Using the latest bimolecular fluorescence and confocal imaging techniques, the researchers have shown that these two separate proteins can form pairs made up of two similar molecules (homodimers) or one of each molecule (heterodimers) which are targeted by Neisseria meningitidis. They have also identified critical components which cause the formation of these pairs of molecules.


These new mechanistic insights into the three-way relationship between proteins and bacterial pathogens could have significant implications in the fields of infection, vaccination and cancer biology.


Associate Professor of Microbiology, Dr Karl Wooldridge, said: "We have shown evidence for the self and mutual association of these two important proteins and their distinctive surface distribution on the human cell. We've also demonstrated that they are targeted by the serious human pathogen Neisseria meningitidis. This is significant because these proteins could potentially be used to develop new vaccines and treatments which could sabotage the colonisation of these dangerous bacteria, and also which could protect the blood-brain barrier which is disrupted in cases of bacterial meningitis."


Co-investigator Dr Jafar Mahdavi added: "One of the problems of studying laminin receptors is that there are at least two forms of LAMR1 found on the cell surface, called 37LRP and 67LR, and many previous studies have not sufficiently distinguished between the two forms. There are antibodies available but the specificity for the different types of laminin receptor had not previously been adequately reported. In our research we were able to identify which antibody detects which specific type of receptor.

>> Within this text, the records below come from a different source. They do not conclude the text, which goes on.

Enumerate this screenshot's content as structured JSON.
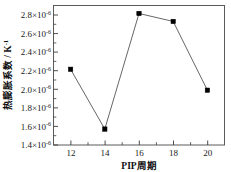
{
  "chart_data": {
    "type": "line",
    "title": "",
    "xlabel": "PIP周期",
    "ylabel": "热膨胀系数 / K⁻¹",
    "ylabel_main": "热膨胀系数 / K",
    "ylabel_exp": "-1",
    "x": [
      12,
      14,
      16,
      18,
      20
    ],
    "values": [
      2.16e-06,
      1.56e-06,
      2.72e-06,
      2.64e-06,
      1.95e-06
    ],
    "xlim": [
      11,
      21
    ],
    "ylim": [
      1.4e-06,
      2.8e-06
    ],
    "xticks": [
      12,
      14,
      16,
      18,
      20
    ],
    "xtick_labels": [
      "12",
      "14",
      "16",
      "18",
      "20"
    ],
    "yticks": [
      1.4e-06,
      1.6e-06,
      1.8e-06,
      2e-06,
      2.2e-06,
      2.4e-06,
      2.6e-06,
      2.8e-06
    ],
    "ytick_labels": [
      {
        "mantissa": "1.4×10",
        "exp": "-6"
      },
      {
        "mantissa": "1.6×10",
        "exp": "-6"
      },
      {
        "mantissa": "1.8×10",
        "exp": "-6"
      },
      {
        "mantissa": "2.0×10",
        "exp": "-6"
      },
      {
        "mantissa": "2.2×10",
        "exp": "-6"
      },
      {
        "mantissa": "2.4×10",
        "exp": "-6"
      },
      {
        "mantissa": "2.6×10",
        "exp": "-6"
      },
      {
        "mantissa": "2.8×10",
        "exp": "-6"
      }
    ],
    "grid": false,
    "legend": null,
    "marker": "square",
    "marker_color": "#000000",
    "line_color": "#555555",
    "frame_color": "#5a5a5a",
    "background": "#ffffff"
  }
}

The paper, published in the Royal Society journal Open Biology, will inform the whole field of laminin receptor research, not just infection. The team at Nottingham says that by examining bacteria as model organisms which have learned how to manipulate cell biology systems, they may gain insights into how medical science can manipulate cell systems for cancer treatment, Alzheimer's disease and other diseases associated with the laminin receptor.